While the premise of the collection suggests Anne Sexton’s Transformations, the figures treated throughout the collection come from all manner of sources; only Rapunzel is shared among the Grimms, Sexton, and Cole. The remainder of the poems concern figures from myth and fable, but also comic books, film, and video games — media that are literally two dimensional in their presentation of characters. Flat characters in our shared stories allow audiences to tailor characters to best speak to or for themselves. Here, Emily Rose Cole shows us what she has brought of herself to these characters: wit, rage, and tensile strength.

 

A shared quality in many of these poems is the characters’ emergence from a few significant male shadows: those of King Arthur, Clyde Barrow, Superman, Zeus, or Mario (the video game plumber).

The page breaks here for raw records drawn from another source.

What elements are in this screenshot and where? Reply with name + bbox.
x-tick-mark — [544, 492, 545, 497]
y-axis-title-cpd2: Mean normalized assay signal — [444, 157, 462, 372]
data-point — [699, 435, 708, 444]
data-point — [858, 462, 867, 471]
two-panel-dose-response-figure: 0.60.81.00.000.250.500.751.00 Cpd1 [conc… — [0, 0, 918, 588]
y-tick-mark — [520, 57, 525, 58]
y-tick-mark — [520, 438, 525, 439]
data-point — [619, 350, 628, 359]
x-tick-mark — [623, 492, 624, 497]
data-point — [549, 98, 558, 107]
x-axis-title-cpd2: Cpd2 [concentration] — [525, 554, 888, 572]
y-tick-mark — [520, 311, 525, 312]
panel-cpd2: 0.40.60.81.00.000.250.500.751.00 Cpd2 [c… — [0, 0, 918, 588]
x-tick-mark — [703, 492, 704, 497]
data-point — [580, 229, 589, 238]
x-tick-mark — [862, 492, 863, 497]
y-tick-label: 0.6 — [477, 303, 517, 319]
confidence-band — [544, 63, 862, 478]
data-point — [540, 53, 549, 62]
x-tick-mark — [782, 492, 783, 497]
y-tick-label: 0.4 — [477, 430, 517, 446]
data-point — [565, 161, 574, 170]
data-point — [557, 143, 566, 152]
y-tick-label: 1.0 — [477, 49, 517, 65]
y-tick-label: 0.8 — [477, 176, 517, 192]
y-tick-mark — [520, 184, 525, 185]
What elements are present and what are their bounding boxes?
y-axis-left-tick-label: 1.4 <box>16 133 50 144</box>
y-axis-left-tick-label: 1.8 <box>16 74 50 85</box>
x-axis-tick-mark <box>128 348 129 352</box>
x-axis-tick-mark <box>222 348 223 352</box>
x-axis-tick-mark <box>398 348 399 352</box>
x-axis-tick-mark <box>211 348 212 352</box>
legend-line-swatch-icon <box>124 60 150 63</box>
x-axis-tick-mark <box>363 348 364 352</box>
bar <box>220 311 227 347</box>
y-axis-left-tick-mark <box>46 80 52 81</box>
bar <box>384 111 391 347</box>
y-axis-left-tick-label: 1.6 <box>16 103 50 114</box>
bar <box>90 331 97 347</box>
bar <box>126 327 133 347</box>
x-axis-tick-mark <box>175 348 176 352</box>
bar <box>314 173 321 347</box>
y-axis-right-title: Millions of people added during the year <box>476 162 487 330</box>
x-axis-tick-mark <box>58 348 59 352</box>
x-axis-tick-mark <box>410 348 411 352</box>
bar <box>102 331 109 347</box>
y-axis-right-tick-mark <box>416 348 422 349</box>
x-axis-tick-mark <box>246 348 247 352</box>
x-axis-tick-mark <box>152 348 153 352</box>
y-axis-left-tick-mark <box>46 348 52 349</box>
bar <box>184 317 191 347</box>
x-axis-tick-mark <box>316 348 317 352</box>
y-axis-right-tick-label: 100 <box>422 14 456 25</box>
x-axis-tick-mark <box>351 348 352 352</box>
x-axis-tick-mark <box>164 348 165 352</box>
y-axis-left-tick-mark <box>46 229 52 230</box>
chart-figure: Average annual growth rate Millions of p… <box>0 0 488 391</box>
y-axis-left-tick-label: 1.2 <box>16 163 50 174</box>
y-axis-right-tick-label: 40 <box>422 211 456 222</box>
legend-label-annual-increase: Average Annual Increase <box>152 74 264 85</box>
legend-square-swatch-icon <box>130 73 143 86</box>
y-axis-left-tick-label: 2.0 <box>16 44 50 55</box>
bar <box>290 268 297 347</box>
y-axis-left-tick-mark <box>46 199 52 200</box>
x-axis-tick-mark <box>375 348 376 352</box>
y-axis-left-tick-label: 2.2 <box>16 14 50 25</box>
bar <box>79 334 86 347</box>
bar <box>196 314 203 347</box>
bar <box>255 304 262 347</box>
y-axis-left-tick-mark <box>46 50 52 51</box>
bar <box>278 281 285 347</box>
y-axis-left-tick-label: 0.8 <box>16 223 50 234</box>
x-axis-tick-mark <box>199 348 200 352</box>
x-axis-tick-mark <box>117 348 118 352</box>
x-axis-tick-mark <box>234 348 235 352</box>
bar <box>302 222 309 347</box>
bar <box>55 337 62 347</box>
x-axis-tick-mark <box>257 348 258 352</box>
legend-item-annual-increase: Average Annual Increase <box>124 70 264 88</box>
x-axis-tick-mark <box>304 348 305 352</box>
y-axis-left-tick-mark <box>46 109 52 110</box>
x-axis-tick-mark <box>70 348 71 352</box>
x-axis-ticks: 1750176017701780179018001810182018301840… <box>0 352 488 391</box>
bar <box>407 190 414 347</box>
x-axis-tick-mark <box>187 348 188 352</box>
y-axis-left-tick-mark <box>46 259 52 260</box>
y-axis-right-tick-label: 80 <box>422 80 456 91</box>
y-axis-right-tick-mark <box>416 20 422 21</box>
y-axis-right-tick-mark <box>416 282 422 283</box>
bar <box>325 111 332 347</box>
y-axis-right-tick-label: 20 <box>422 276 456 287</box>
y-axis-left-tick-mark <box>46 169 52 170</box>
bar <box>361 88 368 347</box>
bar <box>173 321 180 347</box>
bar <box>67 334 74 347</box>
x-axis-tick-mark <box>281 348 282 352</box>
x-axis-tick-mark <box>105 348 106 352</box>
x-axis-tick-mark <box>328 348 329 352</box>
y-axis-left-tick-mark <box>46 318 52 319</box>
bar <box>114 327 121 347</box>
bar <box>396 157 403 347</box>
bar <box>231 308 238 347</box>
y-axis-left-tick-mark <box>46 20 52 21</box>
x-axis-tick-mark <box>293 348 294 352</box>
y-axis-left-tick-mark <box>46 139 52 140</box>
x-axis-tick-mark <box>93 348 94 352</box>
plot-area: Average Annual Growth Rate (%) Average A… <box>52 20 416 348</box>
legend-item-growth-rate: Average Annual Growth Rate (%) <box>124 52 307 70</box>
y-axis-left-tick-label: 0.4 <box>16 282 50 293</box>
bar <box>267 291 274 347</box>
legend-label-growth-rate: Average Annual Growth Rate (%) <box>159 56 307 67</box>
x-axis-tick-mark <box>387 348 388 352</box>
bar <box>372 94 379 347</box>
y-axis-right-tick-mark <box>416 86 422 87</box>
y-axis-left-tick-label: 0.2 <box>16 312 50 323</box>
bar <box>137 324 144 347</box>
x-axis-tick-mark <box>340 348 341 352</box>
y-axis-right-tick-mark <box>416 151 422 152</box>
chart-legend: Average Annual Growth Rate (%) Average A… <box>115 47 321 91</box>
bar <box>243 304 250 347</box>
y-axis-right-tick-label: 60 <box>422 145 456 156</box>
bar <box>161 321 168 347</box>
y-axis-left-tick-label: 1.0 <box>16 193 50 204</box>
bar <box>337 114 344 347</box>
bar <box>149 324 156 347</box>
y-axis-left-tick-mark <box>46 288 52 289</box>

No longer diminished by their male counterparts, Cole’s speakers often express anger at, awareness of, or frustration with their situations — and the men that accompany or abandon them. Tellingly, the collection is dedicated to “every… woman who’s ever been made to keep her mouth shut.” We cannot ignore these long-silent voices, Cole tells us again and again.

 

These poems reveal secrets about the characters that sometimes illuminate and sometimes complicate their sources — often the poems do both. The title of the collection comes from the final poem, “Black Widow Explains.” In it, Natasha Romanoff shares her history and shrugs off any interest the reader has in her work. She tells us that there is no real trick: “It’s not hard to be a spy. All women are made of muscle / and trauma.” The speaker tells the reader how to use sexuality to subvert and exploit expectations. Her offhanded manner suggests that her work exists on a continuum that most women find themselves on at various points for various reasons.

 

Cole reminds us that women often approach challenges differently from men. In her poem, “Your Princess Leaves the Castle,” Mario’s damsel in distress, Princess Peach vents:

 

For years you’ve solved every problem

by stepping on it. It’s simple for you: pulverize

the henchmen, emasculate the boss, watch me

swoon. Well, joke’s on you, Mario. I quit.

 

Lois Lane and Guinevere reveal bedroom secrets that show their somewhat magical or alien lovers as more human than not. Leda, after being raped by Zeus in the form of a swan, decides to leave town and “pursue a new hobby: take a shotgun / to the edge of a lake and shoot at every shadow of wings.” The anger and frustration these characters express, being beholden to predictable too-familiar men, is felt throughout the collection.

 

Though we may have originally found these characters supporting more familiar figures in stories, they have a great deal to say for themselves. They finally defy and emerge from the flatness of the page or screen to speak. Emily Rose Cole recognizes how important the teller of the story can be, and in Love & a Loaded Gun, she brings her own savvy gusto to these compelling voices. In providing such deep interiors for these characters, she forces the reader to look around at other stories and the other characters not examined here. How many flat, unconsidered female characters still have stories to share?